##### Data for this exercise #####

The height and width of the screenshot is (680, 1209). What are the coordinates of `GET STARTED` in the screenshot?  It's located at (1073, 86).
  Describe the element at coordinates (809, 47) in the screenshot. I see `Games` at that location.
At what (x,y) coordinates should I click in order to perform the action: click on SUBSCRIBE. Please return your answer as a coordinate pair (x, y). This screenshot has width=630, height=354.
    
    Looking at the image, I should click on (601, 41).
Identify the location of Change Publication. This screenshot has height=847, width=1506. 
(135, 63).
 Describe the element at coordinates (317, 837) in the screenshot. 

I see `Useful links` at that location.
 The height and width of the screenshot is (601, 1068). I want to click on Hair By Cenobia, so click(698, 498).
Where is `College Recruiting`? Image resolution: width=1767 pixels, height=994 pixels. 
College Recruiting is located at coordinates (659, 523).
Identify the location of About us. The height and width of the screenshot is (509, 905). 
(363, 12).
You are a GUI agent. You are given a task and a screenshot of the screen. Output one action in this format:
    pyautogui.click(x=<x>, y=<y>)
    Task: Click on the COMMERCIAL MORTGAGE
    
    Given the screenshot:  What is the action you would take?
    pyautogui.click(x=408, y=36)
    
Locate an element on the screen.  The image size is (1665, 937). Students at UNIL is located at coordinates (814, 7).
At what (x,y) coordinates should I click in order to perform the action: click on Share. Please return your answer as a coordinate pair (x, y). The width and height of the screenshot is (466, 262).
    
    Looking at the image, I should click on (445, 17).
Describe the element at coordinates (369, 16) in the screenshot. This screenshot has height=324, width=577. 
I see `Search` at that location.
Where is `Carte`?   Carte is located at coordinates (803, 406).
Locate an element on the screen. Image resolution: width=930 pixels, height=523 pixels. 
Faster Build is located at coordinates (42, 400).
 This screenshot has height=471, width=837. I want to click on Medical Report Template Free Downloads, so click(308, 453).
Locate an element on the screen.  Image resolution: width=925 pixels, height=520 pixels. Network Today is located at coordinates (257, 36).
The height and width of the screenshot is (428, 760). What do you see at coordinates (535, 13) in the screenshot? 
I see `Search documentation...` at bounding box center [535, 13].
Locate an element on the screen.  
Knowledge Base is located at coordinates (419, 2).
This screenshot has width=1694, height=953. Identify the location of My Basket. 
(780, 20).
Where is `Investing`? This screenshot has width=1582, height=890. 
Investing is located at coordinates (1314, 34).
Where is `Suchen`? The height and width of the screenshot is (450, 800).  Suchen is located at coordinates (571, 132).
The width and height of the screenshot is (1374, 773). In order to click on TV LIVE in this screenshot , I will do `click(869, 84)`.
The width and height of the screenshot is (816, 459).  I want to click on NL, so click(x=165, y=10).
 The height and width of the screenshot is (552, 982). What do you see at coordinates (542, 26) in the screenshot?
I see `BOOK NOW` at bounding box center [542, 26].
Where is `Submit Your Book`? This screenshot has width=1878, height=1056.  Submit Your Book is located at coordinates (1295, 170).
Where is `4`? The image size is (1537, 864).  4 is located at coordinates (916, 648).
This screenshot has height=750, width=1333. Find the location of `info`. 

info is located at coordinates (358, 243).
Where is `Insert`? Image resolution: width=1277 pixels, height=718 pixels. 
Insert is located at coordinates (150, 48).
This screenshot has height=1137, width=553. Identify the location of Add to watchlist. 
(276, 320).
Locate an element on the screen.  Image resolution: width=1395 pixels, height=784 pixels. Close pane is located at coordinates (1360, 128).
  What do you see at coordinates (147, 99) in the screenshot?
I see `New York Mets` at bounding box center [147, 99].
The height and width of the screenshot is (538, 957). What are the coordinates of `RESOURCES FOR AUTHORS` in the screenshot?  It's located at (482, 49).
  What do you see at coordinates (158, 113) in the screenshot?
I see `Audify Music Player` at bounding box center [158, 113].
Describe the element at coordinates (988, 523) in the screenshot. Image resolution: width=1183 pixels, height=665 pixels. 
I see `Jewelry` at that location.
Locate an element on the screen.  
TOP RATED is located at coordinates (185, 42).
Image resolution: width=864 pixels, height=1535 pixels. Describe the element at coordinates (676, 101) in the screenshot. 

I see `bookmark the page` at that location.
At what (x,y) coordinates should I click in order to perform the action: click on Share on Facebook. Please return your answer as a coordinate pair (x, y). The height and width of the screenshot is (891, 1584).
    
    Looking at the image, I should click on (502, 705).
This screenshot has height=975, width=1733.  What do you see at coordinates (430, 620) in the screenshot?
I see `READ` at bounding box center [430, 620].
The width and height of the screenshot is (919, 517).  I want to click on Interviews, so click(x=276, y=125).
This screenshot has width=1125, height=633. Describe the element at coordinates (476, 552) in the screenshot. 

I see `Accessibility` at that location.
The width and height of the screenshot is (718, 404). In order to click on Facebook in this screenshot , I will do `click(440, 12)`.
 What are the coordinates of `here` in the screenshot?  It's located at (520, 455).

#####

*What the exercise asks*. Please list every line of the records that contains "size".

*Result below*.
Locate an element on the screen.  The image size is (1665, 937). Students at UNIL is located at coordinates (814, 7).
Where is `4`? The image size is (1537, 864).  4 is located at coordinates (916, 648).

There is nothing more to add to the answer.